The conclusions relative to Troas, drawn by this learned writer, are as follows. “That the river Mender is the Scamander of Homer, Strabo, and Pliny. The amnis navigabilis of Pliny flows into the archipelago, to the south of Sigeum. That the Aianteum, or tomb of Ajax, still remains, answering the description given of its situation by ancient authors, and thereby determining also the exact position of the naval station of the Greeks. That the Thymbrius is yet recognized, both in its present appellation Thymbreck, and in its geographical position. That the spacious plain lying on the north-eastern side of the Mender, and watered by the Callifat Osmack, is the Simoisian, and that stream the Simois. That the ruins of Palaio Callifat are those of the Ilium of Strabo. Eastward is the Throsmos, or mound of the plain. That Udjek Tepe is the tomb of Æsyetes. The other tombs mentioned by Strabo, as at Sigeum, are all in the situation he describes. That the springs of Bonarbashy may possibly have been the ‘Doiai Pelai’ of Homer; but they are not sources of the Scamander. They are, moreover, warm springs.

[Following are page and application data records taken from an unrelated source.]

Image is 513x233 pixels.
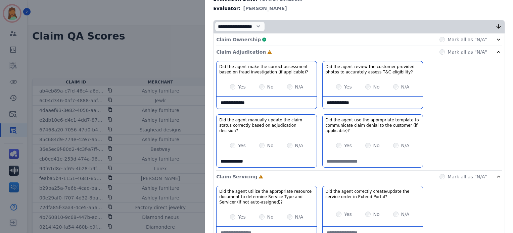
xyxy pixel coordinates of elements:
[216,49,266,55] p: Claim Adjudication
[267,214,273,220] label: No
[344,84,352,90] label: Yes
[267,142,273,149] label: No
[216,36,261,43] p: Claim Ownership
[373,211,379,218] label: No
[447,49,487,55] label: Mark all as "N/A"
[325,189,420,200] h3: Did the agent correctly create/update the service order in Extend Portal?
[325,64,420,75] h3: Did the agent review the customer-provided photos to accurately assess T&C eligibility?
[238,142,246,149] label: Yes
[401,142,409,149] label: N/A
[373,84,379,90] label: No
[219,64,314,75] h3: Did the agent make the correct assessment based on fraud investigation (if applicable)?
[295,84,303,90] label: N/A
[447,173,487,180] label: Mark all as "N/A"
[216,173,257,180] p: Claim Servicing
[238,84,246,90] label: Yes
[243,5,287,12] span: [PERSON_NAME]
[219,189,314,205] h3: Did the agent utilize the appropriate resource document to determine Service Type and Servicer (i...
[401,211,409,218] label: N/A
[238,214,246,220] label: Yes
[325,117,420,134] h3: Did the agent use the appropriate template to communicate claim denial to the customer (if applic...
[344,142,352,149] label: Yes
[344,211,352,218] label: Yes
[373,142,379,149] label: No
[447,36,487,43] label: Mark all as "N/A"
[295,142,303,149] label: N/A
[295,214,303,220] label: N/A
[219,117,314,134] h3: Did the agent manually update the claim status correctly based on adjudication decision?
[213,5,505,12] div: Evaluator:
[401,84,409,90] label: N/A
[267,84,273,90] label: No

That the source of the Scamander is in Gargarus, now called Kasdaghy, the highest mountain of all the Idæan chain. That the altars of Jupiter, mentioned by Homer, and by Eschylus, were on the hill called Kuchunlu Tepe, at the foot of Gargarus; where the ruins of the temple now remain. That Palae Scepsis is yet recognized in the appellation Esky Skupshu; that Æna is the Ainei of Strabo; and Æne Tepe, perhaps, the tomb of Æneas. That the extremity of the Adramyttian gulf inclines round the ridge of Gargarus, toward the north-east; so that the circumstance of Xerxes having this mountain upon his left, in his march from Antandrus to Abydus, is thereby explained. And lastly, that Gargarus affords a view, not only of all the plain of Troy, but of all the district of Troas, and a very considerable portion of the rest of Asia Minor.”